In 1948, Alfred Hitchcock made a film called Rope. Based on a stage play the entire film is set in a small apartment, and the whole film is one continuous shot. But holding the well done technical aspects of the film together is an amazing story of an outrageous idea. In this story, two recent Ivy League graduates, Brandon and Phillip, decide to kill an acquaintance of theirs, David, who they see as an inferior person. They are attempting to test out the theories of their education. Believing that they are superior men, they have advanced “beyond good and evil,” and so they can kill and cannot be held responsible for the consequences, in fact they are doing society a favor.
Brandon and Phillip then invite over a few friends, the victim’s family, and their esteemed philosophy professor, Rupert Cadell for a dinner party. All the while David’s dead body is in a chest in the living room. The climax of the film comes when the professor returns because of the suspicion that something is wrong. He has noticed one of the killers acting strangely throughout the party. On his return he confronts his students. They defend themselves by repeating back the professor’s own Nietzschean philosophy. They say that they killed because they learned that if they really were superior to the victim than it is not morally wrong to kill him. The professor then has a critical moment of clarity and realizes that his theory has consequences- that his classroom extends beyond its four walls into real lives.
In the end, Professor Cadell tells his students that they have taught him a great lesson, that his ideas must be in line with his ethics, that ideas inform our everyday actions and decisions. He abandons his belief in superior and inferior people; he concludes that all human beings must be treated with dignity and equality and that everyone has worth.
We are not all that different from Professor Cadell. It is simpler to just separate out the ideas and theories that we discuss and argue about in the classroom, from our everyday routines of eating, sleeping, and hanging out with friends. And as Brandon and Phillip illustrate connecting ideas and actions can be dangerous, even criminal. The trouble is: How do we navigate the bridges and intersections of the ideas that we learn about and the way we live our lives?
What we need is a better story- a vision of what it means to be human in a world shaped by the knowledge of good and evil. We are not just minds in bodies. As whole creatures created by God we were meant to live lives of integrity, integrating our thoughts about how it should and can be with the way we live. Of course we have fallen, and now we live with the tension and struggle of working toward learning. We must be careful and responsible with our learning; it’s a fragile gift, not a license to kill.
Brandon and Phillip then invite over a few friends, the victim’s family, and their esteemed philosophy professor, Rupert Cadell for a dinner party. All the while David’s dead body is in a chest in the living room. The climax of the film comes when the professor returns because of the suspicion that something is wrong. He has noticed one of the killers acting strangely throughout the party. On his return he confronts his students. They defend themselves by repeating back the professor’s own Nietzschean philosophy. They say that they killed because they learned that if they really were superior to the victim than it is not morally wrong to kill him. The professor then has a critical moment of clarity and realizes that his theory has consequences- that his classroom extends beyond its four walls into real lives.
In the end, Professor Cadell tells his students that they have taught him a great lesson, that his ideas must be in line with his ethics, that ideas inform our everyday actions and decisions. He abandons his belief in superior and inferior people; he concludes that all human beings must be treated with dignity and equality and that everyone has worth.
We are not all that different from Professor Cadell. It is simpler to just separate out the ideas and theories that we discuss and argue about in the classroom, from our everyday routines of eating, sleeping, and hanging out with friends. And as Brandon and Phillip illustrate connecting ideas and actions can be dangerous, even criminal. The trouble is: How do we navigate the bridges and intersections of the ideas that we learn about and the way we live our lives?
What we need is a better story- a vision of what it means to be human in a world shaped by the knowledge of good and evil. We are not just minds in bodies. As whole creatures created by God we were meant to live lives of integrity, integrating our thoughts about how it should and can be with the way we live. Of course we have fallen, and now we live with the tension and struggle of working toward learning. We must be careful and responsible with our learning; it’s a fragile gift, not a license to kill.
--Greg Veltman
Greg Veltman is currently a PhD student, studying higher education and cultural studies at the University of Pittsburgh and a Film Critic for Comment Magazine.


### Assignment
Repeat all of the records word for word, but skip any picture.

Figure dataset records
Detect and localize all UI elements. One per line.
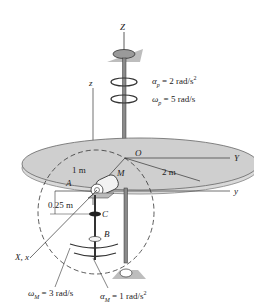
label-omega-M: ωM = 3 rad/s xyxy=(28,288,73,302)
mechanism-drawing xyxy=(0,0,254,305)
label-C: C xyxy=(102,209,108,219)
label-B: B xyxy=(104,229,110,239)
rotating-disk xyxy=(22,138,254,190)
base-mount xyxy=(120,269,132,277)
label-arm-radius: 1 m xyxy=(72,165,86,175)
label-omega-p: ωp = 5 rad/s xyxy=(152,94,195,108)
point-C-disk xyxy=(89,212,101,217)
label-Y: Y xyxy=(234,153,239,163)
label-A: A xyxy=(66,178,72,188)
label-M: M xyxy=(117,168,125,178)
point-B-disk xyxy=(89,237,101,242)
label-Xx: X, x xyxy=(15,252,29,262)
top-mount-cap xyxy=(113,50,135,59)
diagram-canvas: Z z Y y X, x O M A B C 2 m 1 m 0.25 m αp… xyxy=(0,0,254,305)
label-O: O xyxy=(135,148,142,158)
lower-shaft xyxy=(124,188,128,263)
label-y: y xyxy=(234,186,238,196)
label-disk-radius: 2 m xyxy=(162,167,176,177)
label-alpha-p: αp = 2 rad/s2 xyxy=(152,73,197,90)
label-offset: 0.25 m xyxy=(48,200,73,210)
label-z: z xyxy=(89,78,93,88)
label-alpha-M: αM = 1 rad/s2 xyxy=(100,288,147,305)
label-Z: Z xyxy=(120,22,125,32)
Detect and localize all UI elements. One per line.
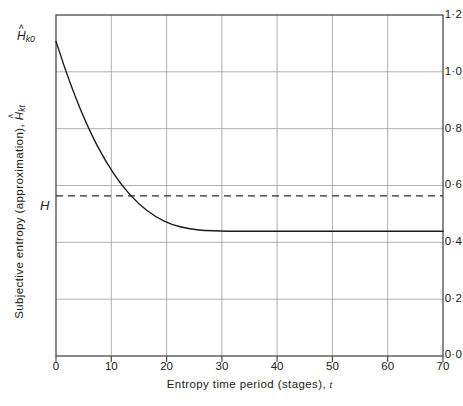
x-axis-title: Entropy time period (stages), t bbox=[56, 378, 443, 390]
x-tick-60: 60 bbox=[368, 360, 408, 372]
x-axis-title-text: Entropy time period (stages), bbox=[167, 378, 330, 390]
hat-mark-hk0: ˄ bbox=[19, 23, 24, 32]
y-tick-1.0: 1·0 bbox=[420, 65, 462, 77]
y-axis-title: Subjective entropy (approximation), ˄Hkt bbox=[13, 62, 27, 362]
y-tick-0.0: 0·0 bbox=[420, 348, 462, 360]
x-tick-20: 20 bbox=[147, 360, 187, 372]
y-tick-1.2: 1·2 bbox=[420, 8, 462, 20]
hat-mark-ykt: ˄ bbox=[7, 113, 16, 119]
x-tick-70: 70 bbox=[423, 360, 463, 372]
y-axis-title-text: Subjective entropy (approximation), bbox=[13, 120, 25, 319]
y-tick-0.8: 0·8 bbox=[420, 122, 462, 134]
h-symbol: H bbox=[40, 198, 49, 213]
x-tick-30: 30 bbox=[202, 360, 242, 372]
x-tick-0: 0 bbox=[36, 360, 76, 372]
y-tick-0.4: 0·4 bbox=[420, 235, 462, 247]
hk0-subscript: k0 bbox=[26, 34, 35, 44]
y-tick-0.6: 0·6 bbox=[420, 178, 462, 190]
x-tick-50: 50 bbox=[312, 360, 352, 372]
annotation-hk0: ˄Hk0 bbox=[17, 29, 35, 44]
x-tick-10: 10 bbox=[91, 360, 131, 372]
y-tick-0.2: 0·2 bbox=[420, 292, 462, 304]
annotation-h-asymptote: H bbox=[40, 198, 49, 213]
x-axis-symbol: t bbox=[330, 379, 333, 390]
x-tick-40: 40 bbox=[257, 360, 297, 372]
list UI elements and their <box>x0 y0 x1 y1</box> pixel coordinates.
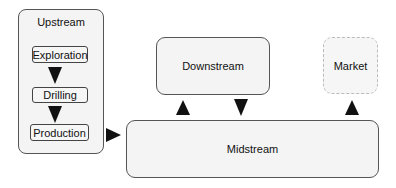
market-label: Market <box>334 60 368 72</box>
market-node: Market <box>323 37 378 94</box>
production-node: Production <box>30 124 89 141</box>
downstream-label: Downstream <box>182 60 244 72</box>
exploration-node: Exploration <box>32 46 88 63</box>
arrow-down-icon <box>234 99 248 116</box>
arrow-up-icon <box>176 100 190 115</box>
arrow-right-icon <box>106 128 121 142</box>
midstream-node: Midstream <box>126 120 379 178</box>
arrow-down-icon <box>48 106 62 123</box>
upstream-title: Upstream <box>19 16 103 28</box>
downstream-node: Downstream <box>156 37 270 95</box>
arrow-down-icon <box>48 67 62 84</box>
drilling-node: Drilling <box>32 87 88 103</box>
midstream-label: Midstream <box>227 143 278 155</box>
arrow-up-icon <box>345 100 359 115</box>
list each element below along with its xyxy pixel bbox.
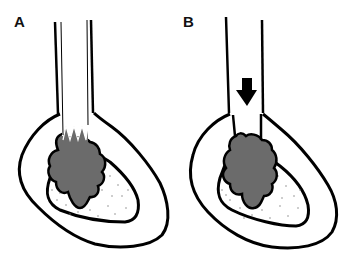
tube-outer-left-a: [55, 22, 58, 114]
tube-interior-a: [62, 18, 89, 136]
tube-right-b: [262, 20, 263, 113]
diagram-canvas: [0, 0, 354, 263]
panel-b: [191, 17, 337, 248]
tube-outer-right-a: [91, 20, 93, 113]
panel-a: [19, 18, 168, 247]
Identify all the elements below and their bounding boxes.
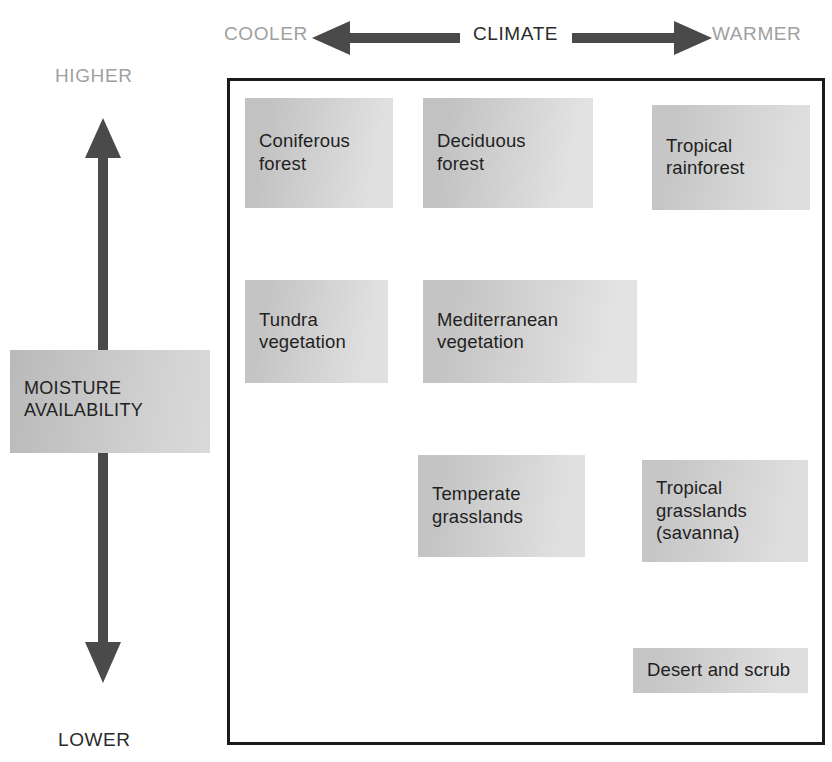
biome-box: Deciduous forest [423,98,593,208]
biome-label: Coniferous forest [259,130,350,176]
arrow-right-icon [572,20,712,60]
biome-box: Temperate grasslands [418,455,585,557]
biome-label: Tropical rainforest [666,135,745,181]
biome-box: Desert and scrub [633,648,808,693]
biome-label: Desert and scrub [647,659,790,682]
biome-label: Temperate grasslands [432,483,523,529]
moisture-availability-label-box: MOISTURE AVAILABILITY [10,350,210,453]
axis-label-warmer: WARMER [712,24,801,43]
axis-label-lower: LOWER [58,730,131,749]
biome-box: Tundra vegetation [245,280,388,383]
axis-label-cooler: COOLER [224,24,308,43]
axis-label-climate: CLIMATE [473,24,558,43]
biome-box: Tropical rainforest [652,105,810,210]
moisture-availability-label: MOISTURE AVAILABILITY [24,378,143,422]
biome-label: Tropical grasslands (savanna) [656,477,747,546]
biome-label: Deciduous forest [437,130,526,176]
biome-box: Mediterranean vegetation [423,280,637,383]
biome-box: Tropical grasslands (savanna) [642,460,808,562]
diagram-canvas: COOLER CLIMATE WARMER HIGHER MOISTURE AV… [0,0,832,762]
biome-label: Mediterranean vegetation [437,309,558,355]
chart-plot-frame: Coniferous forestDeciduous forestTropica… [227,78,825,745]
biome-label: Tundra vegetation [259,309,346,355]
biome-box: Coniferous forest [245,98,393,208]
axis-label-higher: HIGHER [55,66,133,85]
arrow-left-icon [312,20,460,60]
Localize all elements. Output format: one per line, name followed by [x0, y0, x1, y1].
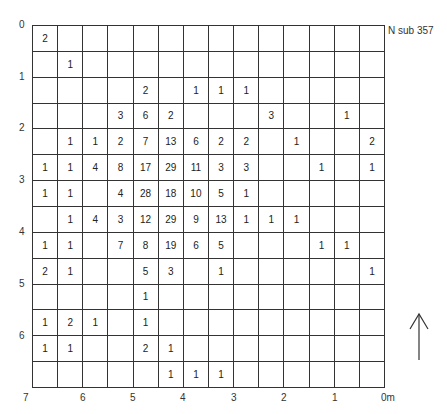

### Answer below
Detect and localize all UI elements. One per line.
label-omega-M: ωM = 3 rad/s xyxy=(28,288,73,302)
mechanism-drawing xyxy=(0,0,254,305)
label-C: C xyxy=(102,209,108,219)
label-B: B xyxy=(104,229,110,239)
rotating-disk xyxy=(22,138,254,190)
base-mount xyxy=(120,269,132,277)
label-arm-radius: 1 m xyxy=(72,165,86,175)
label-omega-p: ωp = 5 rad/s xyxy=(152,94,195,108)
point-C-disk xyxy=(89,212,101,217)
label-Y: Y xyxy=(234,153,239,163)
label-A: A xyxy=(66,178,72,188)
label-M: M xyxy=(117,168,125,178)
point-B-disk xyxy=(89,237,101,242)
label-Xx: X, x xyxy=(15,252,29,262)
top-mount-cap xyxy=(113,50,135,59)
diagram-canvas: Z z Y y X, x O M A B C 2 m 1 m 0.25 m αp… xyxy=(0,0,254,305)
label-O: O xyxy=(135,148,142,158)
lower-shaft xyxy=(124,188,128,263)
label-y: y xyxy=(234,186,238,196)
label-disk-radius: 2 m xyxy=(162,167,176,177)
label-alpha-p: αp = 2 rad/s2 xyxy=(152,73,197,90)
label-offset: 0.25 m xyxy=(48,200,73,210)
label-z: z xyxy=(89,78,93,88)
label-alpha-M: αM = 1 rad/s2 xyxy=(100,288,147,305)
label-Z: Z xyxy=(120,22,125,32)
Detect and localize all UI elements. One per line.
x-axis-title: Entropy time period (stages), t bbox=[56, 378, 443, 390]
x-tick-60: 60 bbox=[368, 360, 408, 372]
x-axis-title-text: Entropy time period (stages), bbox=[167, 378, 330, 390]
hat-mark-hk0: ˄ bbox=[19, 23, 24, 32]
y-tick-1.0: 1·0 bbox=[420, 65, 462, 77]
y-axis-title: Subjective entropy (approximation), ˄Hkt bbox=[13, 62, 27, 362]
y-tick-0.0: 0·0 bbox=[420, 348, 462, 360]
x-tick-20: 20 bbox=[147, 360, 187, 372]
y-tick-1.2: 1·2 bbox=[420, 8, 462, 20]
hat-mark-ykt: ˄ bbox=[7, 113, 16, 119]
x-tick-70: 70 bbox=[423, 360, 463, 372]
y-axis-title-text: Subjective entropy (approximation), bbox=[13, 120, 25, 319]
y-tick-0.8: 0·8 bbox=[420, 122, 462, 134]
h-symbol: H bbox=[40, 198, 49, 213]
x-tick-30: 30 bbox=[202, 360, 242, 372]
x-tick-0: 0 bbox=[36, 360, 76, 372]
y-tick-0.4: 0·4 bbox=[420, 235, 462, 247]
hk0-subscript: k0 bbox=[26, 34, 35, 44]
y-tick-0.6: 0·6 bbox=[420, 178, 462, 190]
x-tick-50: 50 bbox=[312, 360, 352, 372]
annotation-hk0: ˄Hk0 bbox=[17, 29, 35, 44]
x-tick-10: 10 bbox=[91, 360, 131, 372]
y-tick-0.2: 0·2 bbox=[420, 292, 462, 304]
annotation-h-asymptote: H bbox=[40, 198, 49, 213]
x-axis-symbol: t bbox=[330, 379, 333, 390]
x-tick-40: 40 bbox=[257, 360, 297, 372]
list UI elements and their <box>x0 y0 x1 y1</box> pixel coordinates.
market-label: Market <box>334 60 368 72</box>
market-node: Market <box>323 37 378 94</box>
production-node: Production <box>30 124 89 141</box>
downstream-label: Downstream <box>182 60 244 72</box>
exploration-node: Exploration <box>32 46 88 63</box>
arrow-down-icon <box>234 99 248 116</box>
arrow-up-icon <box>176 100 190 115</box>
arrow-right-icon <box>106 128 121 142</box>
midstream-node: Midstream <box>126 120 379 178</box>
arrow-down-icon <box>48 106 62 123</box>
upstream-title: Upstream <box>19 16 103 28</box>
downstream-node: Downstream <box>156 37 270 95</box>
arrow-down-icon <box>48 67 62 84</box>
drilling-node: Drilling <box>32 87 88 103</box>
midstream-label: Midstream <box>227 143 278 155</box>
arrow-up-icon <box>345 100 359 115</box>
list each element below along with its xyxy pixel bbox.
tube-outer-left-a: [55, 22, 58, 114]
tube-interior-a: [62, 18, 89, 136]
tube-right-b: [262, 20, 263, 113]
diagram-canvas: [0, 0, 354, 263]
panel-b: [191, 17, 337, 248]
tube-outer-right-a: [91, 20, 93, 113]
panel-a: [19, 18, 168, 247]
Identify all the elements below and their bounding boxes.
biome-box: Deciduous forest [423,98,593,208]
biome-label: Coniferous forest [259,130,350,176]
arrow-right-icon [572,20,712,60]
biome-box: Temperate grasslands [418,455,585,557]
biome-label: Tropical rainforest [666,135,745,181]
biome-box: Desert and scrub [633,648,808,693]
biome-label: Desert and scrub [647,659,790,682]
biome-label: Temperate grasslands [432,483,523,529]
moisture-availability-label-box: MOISTURE AVAILABILITY [10,350,210,453]
axis-label-warmer: WARMER [712,24,801,43]
axis-label-lower: LOWER [58,730,131,749]
biome-box: Tundra vegetation [245,280,388,383]
axis-label-cooler: COOLER [224,24,308,43]
axis-label-climate: CLIMATE [473,24,558,43]
biome-box: Tropical rainforest [652,105,810,210]
moisture-availability-label: MOISTURE AVAILABILITY [24,378,143,422]
biome-label: Tropical grasslands (savanna) [656,477,747,546]
biome-label: Deciduous forest [437,130,526,176]
biome-box: Mediterranean vegetation [423,280,637,383]
biome-box: Tropical grasslands (savanna) [642,460,808,562]
diagram-canvas: COOLER CLIMATE WARMER HIGHER MOISTURE AV… [0,0,832,762]
biome-label: Mediterranean vegetation [437,309,558,355]
chart-plot-frame: Coniferous forestDeciduous forestTropica… [227,78,825,745]
biome-label: Tundra vegetation [259,309,346,355]
biome-box: Coniferous forest [245,98,393,208]
axis-label-higher: HIGHER [55,66,133,85]
arrow-left-icon [312,20,460,60]
Localize all elements. Output format: one per line, name followed by [x0, y0, x1, y1].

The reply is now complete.